Recorded: 13 Nov 2023
REVISED
In view of the onerous lab routine, after the first year of the course we appointed a social chairman who organized an outing. Sometimes we would do things like the whole group would go to New York City. My wife Rosalie was a dancer, and once I convinced a doubious group of students to go to the ballet in NYC. Many of them initially didn't want to go to the ballet, but the ballet turned out to be so spectacular that several students became dance devotees after that. In addition, at other times we went into Manhattan to hear great jazz musicians or see plays. The course was hard work, but the students had fun learning new techniques and making new friends. There have been several publications in scientific journals extolling the course by former students who remember it as one of their most exciting educational experiences. As for me, I went every summer, and loved being at Cold Spring Harbor and teaching the Yeast Course with Fred Sherman. Recently, I wrote a special remembrance about teaching the Yeast Course with Fred Sherman.
Gerald Fink, geneticist, changed the field of molecular yeast biology. He is a professor of genetics at MIT, a founding member of both the Whitehead Institute and the American Cancer Society and a member of the National Academy of Sciences (1981). After receiving his Ph.D. from Yale University, he was a part of the Cornell faculty for fifteen years and also served as president of the Genetics Society of America.
In 1976, Fink’s lab succeeded in performing yeast transformation. Gerald Fink currently researches baker's yeast and explores critical pathways in cell growth and metabolism; applications include cancer research and the development of new anti-fungal drugs. He also directs a plant research group heralded for new insights into root growth and salt metabolism.
Although Fink grew up on Long Island, it was not until he attended the 1966 Symposium that he visited Cold Spring Harbor Laboratory. In 1970, he began teaching the CSHL course on yeast molecular biology and continued doing so for 17 years. In 1999, he received the first honorary doctorate awarded by Cold Spring Harbor Laboratory.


* [WHAT YOU WILL DO]:
Give the number of lines in the records below that hold "compression"; nothing else is needed.

====== RECORDS TO PROCESS ======

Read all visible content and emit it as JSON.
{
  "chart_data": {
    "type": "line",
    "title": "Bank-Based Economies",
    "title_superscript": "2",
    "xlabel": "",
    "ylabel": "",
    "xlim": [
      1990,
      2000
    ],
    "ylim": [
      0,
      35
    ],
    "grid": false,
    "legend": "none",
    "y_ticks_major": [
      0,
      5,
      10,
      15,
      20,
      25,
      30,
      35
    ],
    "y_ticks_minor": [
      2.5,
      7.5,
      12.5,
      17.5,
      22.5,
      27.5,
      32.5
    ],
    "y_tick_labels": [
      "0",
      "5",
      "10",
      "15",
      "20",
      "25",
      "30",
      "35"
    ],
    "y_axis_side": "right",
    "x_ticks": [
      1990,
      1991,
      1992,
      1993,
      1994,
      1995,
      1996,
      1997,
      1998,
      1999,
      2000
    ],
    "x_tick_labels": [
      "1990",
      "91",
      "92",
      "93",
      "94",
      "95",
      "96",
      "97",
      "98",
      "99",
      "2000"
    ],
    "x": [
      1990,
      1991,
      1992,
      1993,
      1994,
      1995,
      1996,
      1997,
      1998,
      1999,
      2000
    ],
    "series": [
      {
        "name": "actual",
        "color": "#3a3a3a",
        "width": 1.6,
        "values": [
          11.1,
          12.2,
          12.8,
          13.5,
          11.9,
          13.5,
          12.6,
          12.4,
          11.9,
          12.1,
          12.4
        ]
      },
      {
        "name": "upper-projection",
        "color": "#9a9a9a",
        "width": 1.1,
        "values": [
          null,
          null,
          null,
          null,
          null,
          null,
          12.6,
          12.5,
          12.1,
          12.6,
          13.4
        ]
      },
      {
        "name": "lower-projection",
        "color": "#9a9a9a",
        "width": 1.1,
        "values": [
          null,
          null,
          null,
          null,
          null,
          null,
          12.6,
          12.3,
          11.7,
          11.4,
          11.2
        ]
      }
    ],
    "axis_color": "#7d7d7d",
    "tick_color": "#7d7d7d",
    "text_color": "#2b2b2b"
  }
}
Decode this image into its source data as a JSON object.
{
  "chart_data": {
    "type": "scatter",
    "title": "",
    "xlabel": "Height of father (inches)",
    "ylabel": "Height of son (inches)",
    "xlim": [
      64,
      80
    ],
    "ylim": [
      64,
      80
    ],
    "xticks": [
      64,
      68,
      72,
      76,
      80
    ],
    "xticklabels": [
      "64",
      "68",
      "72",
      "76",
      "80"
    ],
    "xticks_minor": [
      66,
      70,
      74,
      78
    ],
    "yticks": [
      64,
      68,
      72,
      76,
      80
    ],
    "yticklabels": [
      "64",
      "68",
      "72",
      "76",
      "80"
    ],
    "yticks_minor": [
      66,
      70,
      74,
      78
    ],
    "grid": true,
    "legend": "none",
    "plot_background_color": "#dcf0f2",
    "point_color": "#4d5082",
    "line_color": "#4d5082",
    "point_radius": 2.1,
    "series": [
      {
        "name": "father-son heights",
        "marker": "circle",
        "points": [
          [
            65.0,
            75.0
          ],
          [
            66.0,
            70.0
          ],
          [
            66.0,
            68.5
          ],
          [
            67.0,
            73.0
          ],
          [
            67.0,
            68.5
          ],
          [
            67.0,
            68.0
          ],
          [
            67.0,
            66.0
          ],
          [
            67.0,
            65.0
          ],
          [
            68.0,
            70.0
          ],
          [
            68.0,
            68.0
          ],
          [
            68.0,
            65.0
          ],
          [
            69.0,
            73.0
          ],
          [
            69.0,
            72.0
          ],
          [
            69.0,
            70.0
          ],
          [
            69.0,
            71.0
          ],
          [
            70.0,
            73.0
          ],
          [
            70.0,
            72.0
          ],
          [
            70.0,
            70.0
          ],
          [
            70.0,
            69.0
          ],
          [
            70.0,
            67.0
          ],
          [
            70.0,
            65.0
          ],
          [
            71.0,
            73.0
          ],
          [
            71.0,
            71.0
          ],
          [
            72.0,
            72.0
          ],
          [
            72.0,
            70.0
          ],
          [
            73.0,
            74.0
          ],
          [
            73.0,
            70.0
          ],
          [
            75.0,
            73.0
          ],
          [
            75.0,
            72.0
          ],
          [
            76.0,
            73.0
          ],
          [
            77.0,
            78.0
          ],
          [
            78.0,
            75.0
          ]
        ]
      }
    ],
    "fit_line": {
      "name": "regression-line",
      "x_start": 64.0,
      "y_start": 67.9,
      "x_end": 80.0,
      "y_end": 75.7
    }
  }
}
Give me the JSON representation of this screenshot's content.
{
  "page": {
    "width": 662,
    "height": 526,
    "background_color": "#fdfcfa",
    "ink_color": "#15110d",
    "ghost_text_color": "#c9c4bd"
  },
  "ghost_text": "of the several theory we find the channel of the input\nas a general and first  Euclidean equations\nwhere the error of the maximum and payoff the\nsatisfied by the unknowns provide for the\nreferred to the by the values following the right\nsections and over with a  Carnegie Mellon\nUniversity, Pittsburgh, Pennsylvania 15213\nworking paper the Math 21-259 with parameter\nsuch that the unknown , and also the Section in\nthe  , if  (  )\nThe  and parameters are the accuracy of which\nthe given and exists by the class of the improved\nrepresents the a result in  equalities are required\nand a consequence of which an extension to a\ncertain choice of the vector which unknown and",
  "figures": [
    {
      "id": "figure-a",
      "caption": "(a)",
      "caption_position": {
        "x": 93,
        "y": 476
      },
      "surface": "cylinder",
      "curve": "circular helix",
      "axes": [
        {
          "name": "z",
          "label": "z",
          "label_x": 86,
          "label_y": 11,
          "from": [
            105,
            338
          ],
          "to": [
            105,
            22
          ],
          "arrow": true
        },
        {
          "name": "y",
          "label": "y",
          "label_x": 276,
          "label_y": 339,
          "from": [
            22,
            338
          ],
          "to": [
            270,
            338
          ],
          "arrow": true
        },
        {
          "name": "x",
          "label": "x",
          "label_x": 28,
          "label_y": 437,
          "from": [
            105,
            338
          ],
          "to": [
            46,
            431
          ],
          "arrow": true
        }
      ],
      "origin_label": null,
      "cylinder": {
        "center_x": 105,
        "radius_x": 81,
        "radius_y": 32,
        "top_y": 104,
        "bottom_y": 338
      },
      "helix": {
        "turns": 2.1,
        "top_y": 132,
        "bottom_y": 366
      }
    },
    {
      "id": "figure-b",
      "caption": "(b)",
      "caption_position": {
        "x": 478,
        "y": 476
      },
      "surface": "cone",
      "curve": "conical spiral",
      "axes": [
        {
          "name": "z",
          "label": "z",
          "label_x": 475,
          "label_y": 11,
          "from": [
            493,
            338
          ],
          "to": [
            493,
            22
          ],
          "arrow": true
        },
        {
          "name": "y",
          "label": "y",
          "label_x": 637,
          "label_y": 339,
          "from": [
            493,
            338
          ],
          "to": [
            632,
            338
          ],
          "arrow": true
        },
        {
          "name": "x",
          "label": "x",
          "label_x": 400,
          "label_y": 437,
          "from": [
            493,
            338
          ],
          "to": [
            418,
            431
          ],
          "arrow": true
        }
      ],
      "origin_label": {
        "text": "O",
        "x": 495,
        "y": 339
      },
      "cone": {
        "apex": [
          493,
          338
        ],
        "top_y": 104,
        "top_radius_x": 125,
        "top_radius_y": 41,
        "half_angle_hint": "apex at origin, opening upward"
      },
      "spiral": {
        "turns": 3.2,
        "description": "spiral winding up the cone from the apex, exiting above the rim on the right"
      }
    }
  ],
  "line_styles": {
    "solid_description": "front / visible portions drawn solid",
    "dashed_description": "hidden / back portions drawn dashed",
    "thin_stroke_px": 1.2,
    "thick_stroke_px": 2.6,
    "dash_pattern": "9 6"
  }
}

======
====== RECORDS TO PROCESS ======

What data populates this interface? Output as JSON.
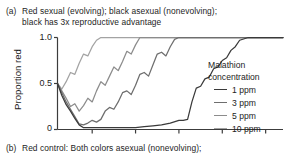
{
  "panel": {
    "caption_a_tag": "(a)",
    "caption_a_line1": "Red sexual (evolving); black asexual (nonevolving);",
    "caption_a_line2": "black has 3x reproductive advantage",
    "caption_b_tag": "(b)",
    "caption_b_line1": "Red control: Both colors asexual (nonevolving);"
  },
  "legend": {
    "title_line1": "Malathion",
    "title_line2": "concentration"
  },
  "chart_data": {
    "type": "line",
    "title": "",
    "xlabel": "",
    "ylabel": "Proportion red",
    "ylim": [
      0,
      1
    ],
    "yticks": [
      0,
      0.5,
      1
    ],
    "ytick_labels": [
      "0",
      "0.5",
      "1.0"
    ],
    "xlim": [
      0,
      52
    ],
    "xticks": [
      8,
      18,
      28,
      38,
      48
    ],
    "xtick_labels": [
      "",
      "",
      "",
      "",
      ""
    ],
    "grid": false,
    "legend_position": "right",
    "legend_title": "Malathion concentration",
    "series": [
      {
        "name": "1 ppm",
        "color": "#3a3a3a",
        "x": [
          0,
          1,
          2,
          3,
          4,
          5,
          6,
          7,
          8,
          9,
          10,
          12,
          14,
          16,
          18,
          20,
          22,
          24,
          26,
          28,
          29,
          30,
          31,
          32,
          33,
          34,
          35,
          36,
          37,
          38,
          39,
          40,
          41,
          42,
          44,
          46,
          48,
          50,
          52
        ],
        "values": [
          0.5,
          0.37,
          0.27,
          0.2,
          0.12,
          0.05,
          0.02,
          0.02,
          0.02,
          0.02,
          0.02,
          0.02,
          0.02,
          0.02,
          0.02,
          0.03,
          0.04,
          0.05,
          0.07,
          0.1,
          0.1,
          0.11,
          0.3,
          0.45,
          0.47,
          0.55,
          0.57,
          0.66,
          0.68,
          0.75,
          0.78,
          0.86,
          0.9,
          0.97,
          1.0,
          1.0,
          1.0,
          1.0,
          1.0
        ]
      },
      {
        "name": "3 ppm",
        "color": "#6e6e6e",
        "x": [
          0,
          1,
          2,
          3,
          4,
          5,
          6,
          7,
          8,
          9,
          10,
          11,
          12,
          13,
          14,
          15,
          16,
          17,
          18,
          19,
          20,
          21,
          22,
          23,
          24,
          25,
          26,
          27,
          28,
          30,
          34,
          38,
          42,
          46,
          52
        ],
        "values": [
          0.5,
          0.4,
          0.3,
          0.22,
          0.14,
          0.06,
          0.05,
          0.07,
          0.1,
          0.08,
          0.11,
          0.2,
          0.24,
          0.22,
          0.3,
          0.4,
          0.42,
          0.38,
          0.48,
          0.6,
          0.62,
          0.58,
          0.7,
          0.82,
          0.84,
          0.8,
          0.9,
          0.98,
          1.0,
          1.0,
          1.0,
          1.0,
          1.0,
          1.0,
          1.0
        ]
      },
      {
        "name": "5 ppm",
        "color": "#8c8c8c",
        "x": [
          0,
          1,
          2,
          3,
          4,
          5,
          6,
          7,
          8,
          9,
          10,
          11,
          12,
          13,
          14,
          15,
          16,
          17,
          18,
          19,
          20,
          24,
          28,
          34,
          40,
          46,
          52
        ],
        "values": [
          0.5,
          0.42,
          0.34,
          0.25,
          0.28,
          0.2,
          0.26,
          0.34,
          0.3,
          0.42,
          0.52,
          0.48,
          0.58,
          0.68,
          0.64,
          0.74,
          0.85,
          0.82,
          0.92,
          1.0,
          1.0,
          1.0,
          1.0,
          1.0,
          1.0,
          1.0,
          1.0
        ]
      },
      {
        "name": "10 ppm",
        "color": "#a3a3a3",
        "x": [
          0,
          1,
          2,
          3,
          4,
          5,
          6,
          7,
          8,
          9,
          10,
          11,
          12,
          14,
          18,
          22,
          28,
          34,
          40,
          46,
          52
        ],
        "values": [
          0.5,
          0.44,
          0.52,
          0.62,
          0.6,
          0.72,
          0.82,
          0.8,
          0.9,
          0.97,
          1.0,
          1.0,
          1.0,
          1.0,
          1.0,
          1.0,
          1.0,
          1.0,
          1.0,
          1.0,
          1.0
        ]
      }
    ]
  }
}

======
====== RECORDS TO PROCESS ======

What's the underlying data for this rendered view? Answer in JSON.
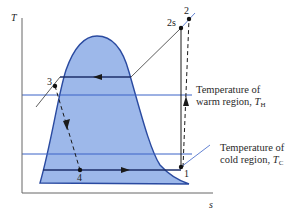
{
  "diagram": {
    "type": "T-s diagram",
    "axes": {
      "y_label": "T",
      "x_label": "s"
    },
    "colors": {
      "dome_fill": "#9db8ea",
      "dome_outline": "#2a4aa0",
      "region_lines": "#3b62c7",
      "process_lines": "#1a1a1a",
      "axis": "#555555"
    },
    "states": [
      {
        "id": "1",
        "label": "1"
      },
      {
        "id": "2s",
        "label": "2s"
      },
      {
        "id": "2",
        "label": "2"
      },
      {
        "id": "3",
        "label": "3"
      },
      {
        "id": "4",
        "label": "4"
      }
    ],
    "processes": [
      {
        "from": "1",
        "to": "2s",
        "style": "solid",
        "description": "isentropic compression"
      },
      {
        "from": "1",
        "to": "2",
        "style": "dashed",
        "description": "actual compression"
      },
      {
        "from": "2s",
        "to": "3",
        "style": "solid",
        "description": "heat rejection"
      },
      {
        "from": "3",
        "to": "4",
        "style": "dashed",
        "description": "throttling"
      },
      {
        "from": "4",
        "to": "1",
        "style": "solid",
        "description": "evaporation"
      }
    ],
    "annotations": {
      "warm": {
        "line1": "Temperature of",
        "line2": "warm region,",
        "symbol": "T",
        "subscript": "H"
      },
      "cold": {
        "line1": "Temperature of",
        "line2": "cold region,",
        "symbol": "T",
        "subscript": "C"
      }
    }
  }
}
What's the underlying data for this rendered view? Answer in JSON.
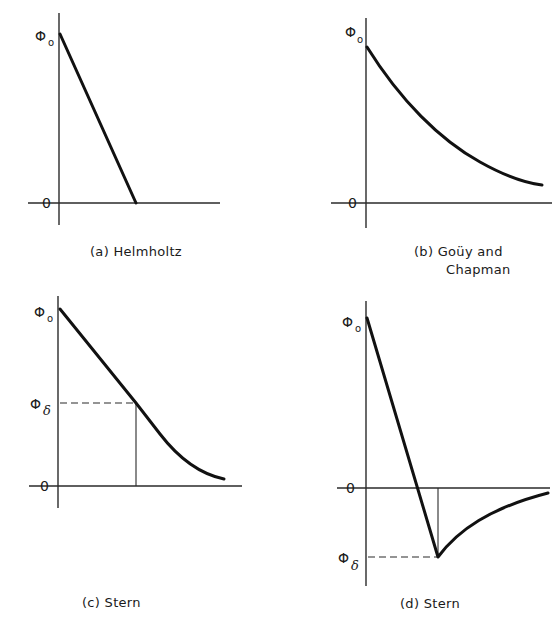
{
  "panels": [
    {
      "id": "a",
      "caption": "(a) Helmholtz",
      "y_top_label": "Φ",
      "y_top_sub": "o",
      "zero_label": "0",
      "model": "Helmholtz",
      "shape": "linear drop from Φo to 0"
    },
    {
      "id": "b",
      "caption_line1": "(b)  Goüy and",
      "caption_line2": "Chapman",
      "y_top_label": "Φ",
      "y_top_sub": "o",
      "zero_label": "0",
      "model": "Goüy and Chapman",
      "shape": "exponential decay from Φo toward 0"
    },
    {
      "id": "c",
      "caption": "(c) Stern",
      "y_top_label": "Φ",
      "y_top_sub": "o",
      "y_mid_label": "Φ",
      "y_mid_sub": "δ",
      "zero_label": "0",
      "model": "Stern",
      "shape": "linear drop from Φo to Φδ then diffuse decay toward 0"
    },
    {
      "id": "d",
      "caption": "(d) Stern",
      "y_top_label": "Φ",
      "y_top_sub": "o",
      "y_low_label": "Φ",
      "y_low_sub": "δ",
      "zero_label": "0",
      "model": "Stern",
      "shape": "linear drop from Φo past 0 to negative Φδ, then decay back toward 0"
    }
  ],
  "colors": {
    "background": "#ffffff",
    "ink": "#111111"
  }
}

======

* [ANSWER TO THE PROBLEM]:
2